Ex-situ Conservation

Ex-situ conservation is the cultivation and propagation of plant species outside of their natural habitat. This measure is to be adopted when the numbers of a species have declined so massively that individuals need to be rescued and given refuge elsewhere. When habitat collapse becomes imminent, or when population collapse starts to happen with widespread habitat destruction (or, as the current scenario unfolds, with climate change), ex-situ conservation can indeed save species from immediate extinction. It is vital to understand that ex-situ conservation is not a substitute for in-situ conservation (the protection of habitat, and species within their natural habitat). The two measures are complementary with the protection of natural habitat being primary.

The Sanctuary's conservation staff practices a mix of ex-situ and in-situ conservation. Furthermore, we nurture degraded areas to conditions of health by harnessing the restorative powers of natural succession and combining this with species rehabilitation

Effective ex-situ plant conservation requires a close knowledge of individual plant species, as well as intimacy with the myriad complex environments they come from. To grow plants well at the Sanctuary we need to be very familiar with their biology and ecology.

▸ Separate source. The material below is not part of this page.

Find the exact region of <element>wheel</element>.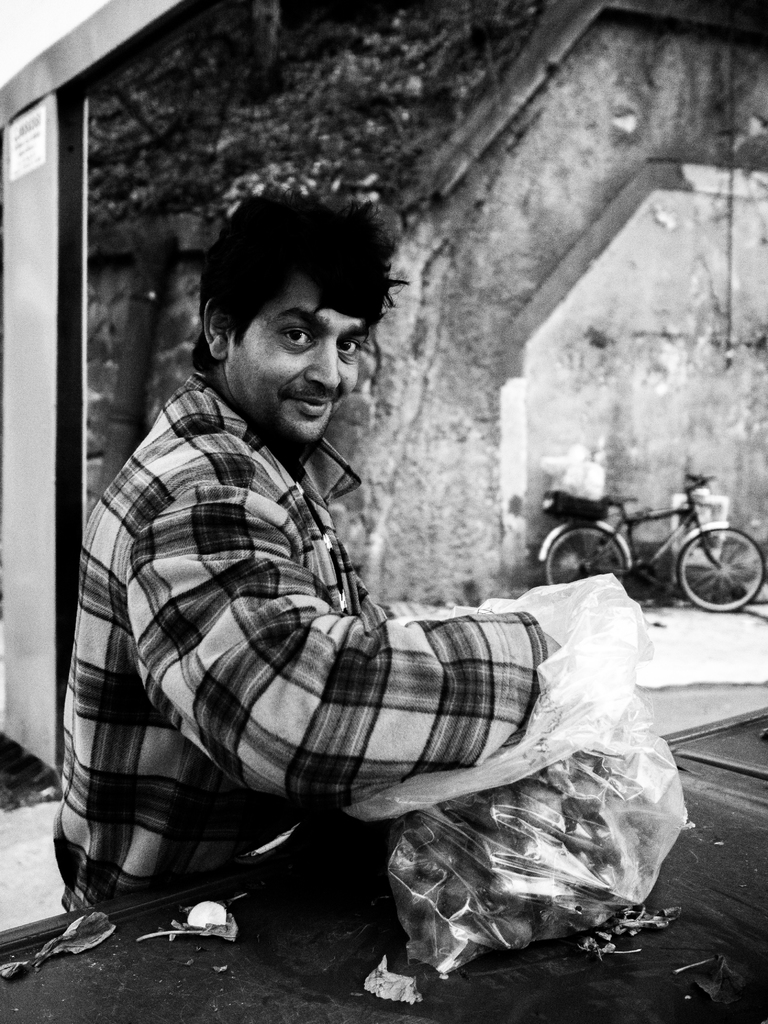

The Sanctuary is refuge to some 2,000 plant species, more than a third of the region's flora. Most of these plants have been rescued from degraded and destroyed environments. They range from mosses, ferns, orchids, balsams, begonias and other herbaceous groups to climbers, tubers, creepers, shrubs and trees. Painstakingly, over years the Sanctuary gardeners have discovered ways to grow them.

Every plant has a role to play in regenerating the ecosystem. We focus on the native plants of the Western Ghats (including mosses and liverworts, ferns, acanths, orchids, begonias and impatiens) for several reasons:

In our ex-situ programme we propagate horticulturally challenged (largely herbaceous) plants that occupy highly specialized niches in the wild. These species are not just confined to nursery areas, but occur in regenerating populations (sometimes of several thousand individuals) in outplanted habitats along with hundreds of other species that grow without assistance. Our success is due to an understanding of the complexity of the problem and of the diversity of techniques required, including detailed long-term observation, taxonomic expertise, sound horticultural practice, rigorous experimentation and excellent team work. The Sanctuary gardeners, like gardeners elsewhere, are multi-taskers and interdisciplinary in their approach. We have developed a broad knowledge base of over 100 plant families spanning ecology, biogeography, taxonomy, plant pathology and horticultural disciplines. The plant database, maintained since 1981, has taxonomic, biogeographic, ecological and horticultural data for every species, accession and ecotype. It is an up-to-date groundtruthed statement on the status and distribution of 2,000 plant species.